During the opening ceremonies of the London Olympics we watched
an absurd, choreographed paean to the greatness of the Britain’s National Health
Service.
Undoubtedly, Paul Krugman thrilled to the spectacle.
Hadn’t the famed monomaniac told us that all is well with
the NHS?
In Krugman’s now-famous words:
In
Britain, the government itself runs the hospitals and employs the doctors.
We’ve all heard scare stories about how that works in practice; these stories
are false.
Democrats want the upcoming election to hinge on the cost of
Sandra Fluke’s birth control pills. In Britain the government-run NHS has just
issued guidelines for childbirth designed to lower the cost of childbirth.
The Daily Mail reports today:
Family
doctors are being told to try to talk women out of having Caesareans and very
strong painkillers during birth to save the NHS money.
New
guidelines drawn up for GPs urge them to encourage women to have natural
labours with as little medical help as possible.
But for
many women the prospect of giving birth without the painkillers is unthinkable.
And
critics have said the move has been made without any thought for the women
themselves.
The
guidelines also remind doctors to tell women to consider having their babies
outside hospital in midwife-run units or in their own homes.
Caesareans
cost the NHS around £1,200 a time while epidurals – anaesthetic injections into
the spine – are around £200.
The
guidelines state that, as well as being expensive, they both slow down a
mother’s recovery after labour and impede breastfeeding.
The
advice does not suggest women should not be given any painkillers, such as gas
and air which are commonly used.
However,
it specifically tells doctors to try to reduce the numbers given epidurals and
other anaesthetic injections into the spine.
The
advice – drawn up by the Royal College of Obstetricians and Gynaecologists, the
Royal College of Midwives and the National Childbirth Trust – has enraged
campaigners and some senior doctors.
NHS decisions are made by an
advisory board, not by women themselves.
If the term “war on women” means anything, we see it in action in the new NHS policies on childbirth.
3 comments:
" The advice – drawn up by the Royal College of Obstetricians and Gynaecologists, the Royal College of Midwives and the National Childbirth Trust – has enraged campaigners and some senior doctors.
NHS decisions are made by an advisory board, not by women themselves.
If the term “war on women” means anything, we see it in action in the new NHS policies on childbirth."
A-Yup.
The problem is not the advice - it's good advice. I've had 5 children born in the NHS and the risks were skewed towards over-medicalization, including epidurals and caesarians. The problem is not that the government takes decisions on how to spend tax-payers money. One problem is that my money is confiscated to be re-distributed in the medical industry according to the priorities of those who didn't earn it. Another problem is the perverse incentives created by the ocean of other peoples' money; instead of a direct commercial/medical/human relationship between me and my doctor, there's weird bureaucratic relationship with risks and rewards distributed according to absurdist rules. The ultimate problem is that citizens outsource responsibility for their own health - they are infantilized.
Who uses the healthcare system the most? Women and those who are starting to mature. If one is going to cut costs it almost certainly will come from these two groups. There will be nice sounding justifications, but it will be these two groups who will suffer the most because some government board 2000 miles away will determine the medicare that one has a right to receive.
How do I know such things one might ask? Well my son in law spent twenty years in the military as a Ranger, Pathfinder and jumping out of perfectly good airplanes and helicopters defending this country and as happens ruining his knees. The battle with Tricare to at the least give him a few hours without pain was not what one thinks that a grateful country would expect. I won't even get into how the government healthcare system is treating his wife, my daughter, who of course helped to make his service to this country possible.
If this was a singular occurrence one might forgive what appears to be a SNAFU, but it is not.The closer it gets to the end of the fiscal year the worse it gets.
If a country treats its military veterans and their families this way one can imagine that others might fare far worse.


▸ Goal of the exercise
An exact copy of all the data is required, with pictures left out.
╭─ Extracted information
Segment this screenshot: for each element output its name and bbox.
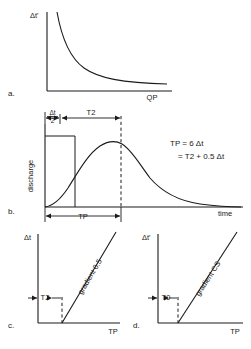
diagram-canvas: a. Δt' QP b. discharge Δt 2 T2 <box>0 0 251 349</box>
panel-c-letter: c. <box>8 321 14 330</box>
panel-d-letter: d. <box>133 321 140 330</box>
panel-b: b. discharge Δt 2 T2 TP TP = 6 Δt = T2 +… <box>8 108 243 222</box>
panel-a-decay-curve <box>57 12 167 84</box>
panel-b-x-axis-label: time <box>218 209 232 218</box>
panel-c-gradient-label: gradient 0.5 <box>76 257 104 296</box>
panel-d-y-axis-label: Δt' <box>142 233 151 242</box>
panel-b-equation-line2: = T2 + 0.5 Δt <box>178 152 225 161</box>
panel-c-y-axis-label: Δt <box>24 233 32 242</box>
panel-b-letter: b. <box>8 207 15 216</box>
hydrograph-figure: a. Δt' QP b. discharge Δt 2 T2 <box>0 0 251 349</box>
panel-b-t2-label: T2 <box>87 108 96 117</box>
panel-d-x-axis-label: TP <box>230 327 240 336</box>
panel-a-y-axis-label: Δt' <box>30 11 39 20</box>
panel-b-equation-line1: TP = 6 Δt <box>170 139 204 148</box>
panel-c-interval-label: T2 <box>41 293 50 302</box>
panel-d-gradient-label: gradient CS <box>193 260 222 298</box>
panel-b-rainfall-pulse <box>45 136 75 207</box>
panel-b-tp-label: TP <box>78 212 88 221</box>
panel-b-y-axis-label: discharge <box>26 160 35 193</box>
panel-a: a. Δt' QP <box>8 11 172 102</box>
panel-d-interval-label: T0 <box>162 293 171 302</box>
panel-a-x-axis-label: QP <box>147 93 158 102</box>
panel-a-letter: a. <box>8 89 15 98</box>
panel-c: c. Δt T2 gradient 0.5 TP <box>8 232 120 336</box>
panel-b-pulse-numerator: Δt <box>49 109 55 116</box>
panel-c-x-axis-label: TP <box>108 327 118 336</box>
panel-d: d. Δt' T0 gradient CS TP <box>133 232 243 336</box>
panel-b-pulse-denominator: 2 <box>51 117 55 124</box>
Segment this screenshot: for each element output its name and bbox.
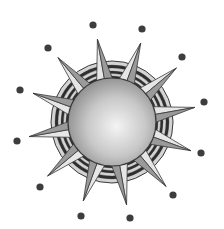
decorative-dot (77, 212, 84, 219)
decorative-dot (200, 98, 207, 105)
sun-sphere (68, 78, 156, 166)
decorative-dot (138, 25, 145, 32)
decorative-dot (89, 21, 96, 28)
sun-illustration (0, 0, 224, 229)
decorative-dot (16, 86, 23, 93)
decorative-dot (36, 183, 43, 190)
decorative-dot (126, 214, 133, 221)
decorative-dot (197, 149, 204, 156)
decorative-dot (13, 137, 20, 144)
decorative-dot (178, 53, 185, 60)
decorative-dot (44, 44, 51, 51)
decorative-dot (169, 191, 176, 198)
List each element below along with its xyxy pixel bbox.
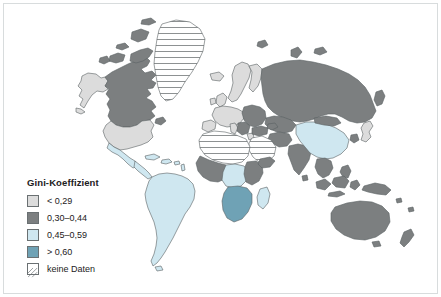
legend-item-high: 0,45–0,59: [27, 227, 145, 243]
region-pacific-islet-a: [396, 198, 402, 203]
legend-swatch-high: [27, 229, 39, 241]
region-sri-lanka: [302, 175, 308, 181]
legend-swatch-veryhigh: [27, 246, 39, 258]
gini-coefficient-world-map-figure: Gini-Koeffizient < 0,29 0,30–0,44 0,45–0…: [0, 0, 441, 297]
legend-item-low: < 0,29: [27, 193, 145, 209]
map-legend: Gini-Koeffizient < 0,29 0,30–0,44 0,45–0…: [27, 177, 145, 278]
legend-item-mid: 0,30–0,44: [27, 210, 145, 226]
legend-item-nodata: keine Daten: [27, 261, 145, 277]
legend-label-veryhigh: > 0,60: [47, 247, 72, 257]
region-puerto-rico: [174, 161, 180, 165]
legend-title: Gini-Koeffizient: [27, 177, 145, 188]
legend-label-nodata: keine Daten: [47, 264, 95, 274]
legend-label-high: 0,45–0,59: [47, 230, 87, 240]
legend-swatch-low: [27, 195, 39, 207]
legend-swatch-mid: [27, 212, 39, 224]
hatch-pattern-icon: [28, 268, 38, 278]
legend-item-veryhigh: > 0,60: [27, 244, 145, 260]
region-pacific-islet-b: [408, 207, 414, 212]
region-lesser-antilles: [181, 164, 185, 171]
region-tasmania: [372, 241, 381, 247]
legend-swatch-nodata: [27, 263, 39, 275]
legend-label-mid: 0,30–0,44: [47, 213, 87, 223]
region-turkey: [252, 126, 268, 136]
legend-label-low: < 0,29: [47, 196, 72, 206]
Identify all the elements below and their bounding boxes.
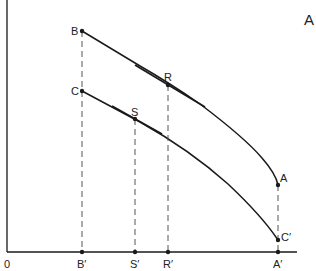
curve-upper-BA [82,31,278,185]
axis-label-Sprime: S′ [130,258,139,270]
axis-label-Aprime: A′ [273,258,282,270]
axis-label-Rprime: R′ [163,258,173,270]
label-Cprime: C′ [281,231,291,243]
label-A: A [280,172,288,184]
point-R [166,83,170,87]
origin-label: 0 [4,258,10,270]
tick-Aprime [276,250,280,254]
tick-Rprime [166,250,170,254]
tick-Bprime [80,250,84,254]
point-Cprime [276,238,280,242]
label-C: C [71,85,79,97]
panel-label: A [304,11,314,28]
curve-lower-CC [82,91,278,240]
tick-Sprime [133,250,137,254]
point-B [80,29,84,33]
diagram-canvas: B C R S A C′ 0 B′ S′ R′ A′ A [0,0,316,271]
label-R: R [164,71,172,83]
label-S: S [131,106,138,118]
axis-label-Bprime: B′ [77,258,86,270]
label-B: B [71,25,78,37]
point-C [80,89,84,93]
╰─
▸ Answer space
Segment this screenshot: for each element output its name and bbox.
diagram-canvas: a. Δt' QP b. discharge Δt 2 T2 <box>0 0 251 349</box>
panel-c-letter: c. <box>8 321 14 330</box>
panel-d-letter: d. <box>133 321 140 330</box>
panel-b: b. discharge Δt 2 T2 TP TP = 6 Δt = T2 +… <box>8 108 243 222</box>
panel-a-decay-curve <box>57 12 167 84</box>
panel-b-x-axis-label: time <box>218 209 232 218</box>
panel-c-gradient-label: gradient 0.5 <box>76 257 104 296</box>
panel-d-y-axis-label: Δt' <box>142 233 151 242</box>
panel-b-equation-line2: = T2 + 0.5 Δt <box>178 152 225 161</box>
panel-c-y-axis-label: Δt <box>24 233 32 242</box>
panel-b-letter: b. <box>8 207 15 216</box>
hydrograph-figure: a. Δt' QP b. discharge Δt 2 T2 <box>0 0 251 349</box>
panel-b-t2-label: T2 <box>87 108 96 117</box>
panel-d-x-axis-label: TP <box>230 327 240 336</box>
panel-a-y-axis-label: Δt' <box>30 11 39 20</box>
panel-b-equation-line1: TP = 6 Δt <box>170 139 204 148</box>
panel-c-interval-label: T2 <box>41 293 50 302</box>
panel-d-gradient-label: gradient CS <box>193 260 222 298</box>
panel-b-rainfall-pulse <box>45 136 75 207</box>
panel-b-tp-label: TP <box>78 212 88 221</box>
panel-b-y-axis-label: discharge <box>26 160 35 193</box>
panel-a: a. Δt' QP <box>8 11 172 102</box>
panel-d-interval-label: T0 <box>162 293 171 302</box>
panel-a-x-axis-label: QP <box>147 93 158 102</box>
panel-a-letter: a. <box>8 89 15 98</box>
panel-c: c. Δt T2 gradient 0.5 TP <box>8 232 120 336</box>
panel-b-pulse-numerator: Δt <box>49 109 55 116</box>
panel-c-x-axis-label: TP <box>108 327 118 336</box>
panel-d: d. Δt' T0 gradient CS TP <box>133 232 243 336</box>
panel-b-pulse-denominator: 2 <box>51 117 55 124</box>
Segment this screenshot: for each element output its name and bbox.
decorative-dot (77, 212, 84, 219)
decorative-dot (200, 98, 207, 105)
sun-sphere (68, 78, 156, 166)
decorative-dot (138, 25, 145, 32)
decorative-dot (89, 21, 96, 28)
sun-illustration (0, 0, 224, 229)
decorative-dot (16, 86, 23, 93)
decorative-dot (36, 183, 43, 190)
decorative-dot (126, 214, 133, 221)
decorative-dot (197, 149, 204, 156)
decorative-dot (13, 137, 20, 144)
decorative-dot (178, 53, 185, 60)
decorative-dot (44, 44, 51, 51)
decorative-dot (169, 191, 176, 198)
List each element below along with its xyxy pixel bbox.
legend-item-high: 0,45–0,59: [27, 227, 145, 243]
region-pacific-islet-a: [396, 198, 402, 203]
legend-swatch-high: [27, 229, 39, 241]
region-sri-lanka: [302, 175, 308, 181]
legend-swatch-veryhigh: [27, 246, 39, 258]
gini-coefficient-world-map-figure: Gini-Koeffizient < 0,29 0,30–0,44 0,45–0…: [0, 0, 441, 297]
legend-item-low: < 0,29: [27, 193, 145, 209]
map-legend: Gini-Koeffizient < 0,29 0,30–0,44 0,45–0…: [27, 177, 145, 278]
legend-item-mid: 0,30–0,44: [27, 210, 145, 226]
legend-item-nodata: keine Daten: [27, 261, 145, 277]
legend-label-veryhigh: > 0,60: [47, 247, 72, 257]
region-puerto-rico: [174, 161, 180, 165]
legend-title: Gini-Koeffizient: [27, 177, 145, 188]
legend-label-nodata: keine Daten: [47, 264, 95, 274]
legend-label-high: 0,45–0,59: [47, 230, 87, 240]
legend-swatch-low: [27, 195, 39, 207]
legend-swatch-mid: [27, 212, 39, 224]
hatch-pattern-icon: [28, 268, 38, 278]
legend-item-veryhigh: > 0,60: [27, 244, 145, 260]
region-pacific-islet-b: [408, 207, 414, 212]
region-lesser-antilles: [181, 164, 185, 171]
region-tasmania: [372, 241, 381, 247]
legend-swatch-nodata: [27, 263, 39, 275]
legend-label-mid: 0,30–0,44: [47, 213, 87, 223]
region-turkey: [252, 126, 268, 136]
legend-label-low: < 0,29: [47, 196, 72, 206]
Identify all the elements below and their bounding boxes.
curve-upper-BA [82,31,278,185]
axis-label-Sprime: S′ [130,258,139,270]
axis-label-Aprime: A′ [273,258,282,270]
axis-label-Rprime: R′ [163,258,173,270]
label-Cprime: C′ [281,231,291,243]
label-A: A [280,172,288,184]
point-R [166,83,170,87]
origin-label: 0 [4,258,10,270]
tick-Aprime [276,250,280,254]
tick-Rprime [166,250,170,254]
tick-Bprime [80,250,84,254]
point-Cprime [276,238,280,242]
label-C: C [71,85,79,97]
panel-label: A [304,11,314,28]
curve-lower-CC [82,91,278,240]
tick-Sprime [133,250,137,254]
point-B [80,29,84,33]
diagram-canvas: B C R S A C′ 0 B′ S′ R′ A′ A [0,0,316,271]
label-R: R [164,71,172,83]
label-S: S [131,106,138,118]
axis-label-Bprime: B′ [77,258,86,270]
label-B: B [71,25,78,37]
point-C [80,89,84,93]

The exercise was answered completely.